Better riding: A matter of time

Shubhabrata Marmar Updated: January 03, 2019, 06:39 PM IST

I was being ferried from the airport to an event when a fellow (non-riding) journalist asked, "What's the big difference between cars and bikes on a racetrack, then?" Another journalist gave a rather good answer which I am going to paraphrase. He said, "Cars are slow so you have more time. Bikes don't give you time." And that's why if you're going to ride well, you must anticipate what is about to come at you and what to do about it? Let me explain in a little more detail.

Cars can use their contact patches to carry a lot of speed around corners. But their weight and power usually produce slower acceleration. A motorcycle is almost exactly the opposite. This means a rider - you - has to slow down a lot for every corner and then accelerate very hard towards the next one. The light weight and high power combination means that you shoot from corner exit to corner entry very rapidly - you have no time to think.

You do have time to think, but it requires you to be thinking about what is about to come at you. At a racetrack, this means that as you enter Turn 1, you're already searching for the apex marker for that turn while thinking of the line you'll take from there to the entry of Turn 2. The faster the machine, the further ahead you must think.

If you fail to, you're reacting to whatever your eyes happen to see, whatever your bum is feeling. That's unsmooth, very slow and odds are it will increase your risk level too. This idea applies to the street also. The underlying principles do not change. The idea that you must see what's coming at you as early as possible produces the chance that you have more fractions of seconds to think and respond to that situation even as it evolves in front of you. In the simplest terms, it's better to see the cow in the middle of the road from far away rather than when your front wheel is two inches from its morose nose.

Anticipation is about the step after that. It's about using this information to decide what to do about it and start making the preparations for that sequence of control inputs. The essence of riding well, as you've read in this section of OVERDRIVE, is throttle control and smoothness. The foundation on which they're executed is your ability to think ahead and effortlessly execute the decisions you made earlier while your brain is busy working out what happens after that. You think you ride with your hands, feet, core and muscles? Better riding is in your brain.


● **Your goal**
Scan the records and identify every line in which the string "color" occurs, then return those lines.
---------------
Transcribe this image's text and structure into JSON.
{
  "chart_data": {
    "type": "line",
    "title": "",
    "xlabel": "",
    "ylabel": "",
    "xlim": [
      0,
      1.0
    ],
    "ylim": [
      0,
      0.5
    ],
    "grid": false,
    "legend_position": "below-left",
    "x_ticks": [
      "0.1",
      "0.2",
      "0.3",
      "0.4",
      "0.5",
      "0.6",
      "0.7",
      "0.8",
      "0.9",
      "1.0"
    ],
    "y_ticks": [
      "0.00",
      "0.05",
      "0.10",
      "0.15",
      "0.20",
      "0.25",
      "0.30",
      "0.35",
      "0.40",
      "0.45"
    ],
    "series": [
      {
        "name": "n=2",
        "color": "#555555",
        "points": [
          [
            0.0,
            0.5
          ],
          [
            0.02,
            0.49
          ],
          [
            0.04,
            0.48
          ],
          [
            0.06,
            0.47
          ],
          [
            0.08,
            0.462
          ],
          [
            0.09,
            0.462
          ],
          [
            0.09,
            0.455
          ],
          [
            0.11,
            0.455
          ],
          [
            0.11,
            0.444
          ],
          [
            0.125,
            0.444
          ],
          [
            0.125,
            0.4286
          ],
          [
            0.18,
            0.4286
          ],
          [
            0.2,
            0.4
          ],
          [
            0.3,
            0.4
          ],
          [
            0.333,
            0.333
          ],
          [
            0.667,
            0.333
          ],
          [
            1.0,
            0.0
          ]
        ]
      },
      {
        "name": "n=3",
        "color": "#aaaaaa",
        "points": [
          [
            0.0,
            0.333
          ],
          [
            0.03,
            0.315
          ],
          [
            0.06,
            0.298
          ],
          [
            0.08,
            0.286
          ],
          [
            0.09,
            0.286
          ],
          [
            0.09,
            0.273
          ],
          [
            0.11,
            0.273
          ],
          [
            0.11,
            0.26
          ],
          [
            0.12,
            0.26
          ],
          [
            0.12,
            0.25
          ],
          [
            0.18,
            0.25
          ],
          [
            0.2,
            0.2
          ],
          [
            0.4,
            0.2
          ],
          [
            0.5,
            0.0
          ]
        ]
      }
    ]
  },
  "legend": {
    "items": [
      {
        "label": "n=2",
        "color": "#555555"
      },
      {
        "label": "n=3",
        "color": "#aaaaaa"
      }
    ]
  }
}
---------------
● **Exercise solution**
        "color": "#555555",
        "color": "#aaaaaa",
        "color": "#555555"
        "color": "#aaaaaa"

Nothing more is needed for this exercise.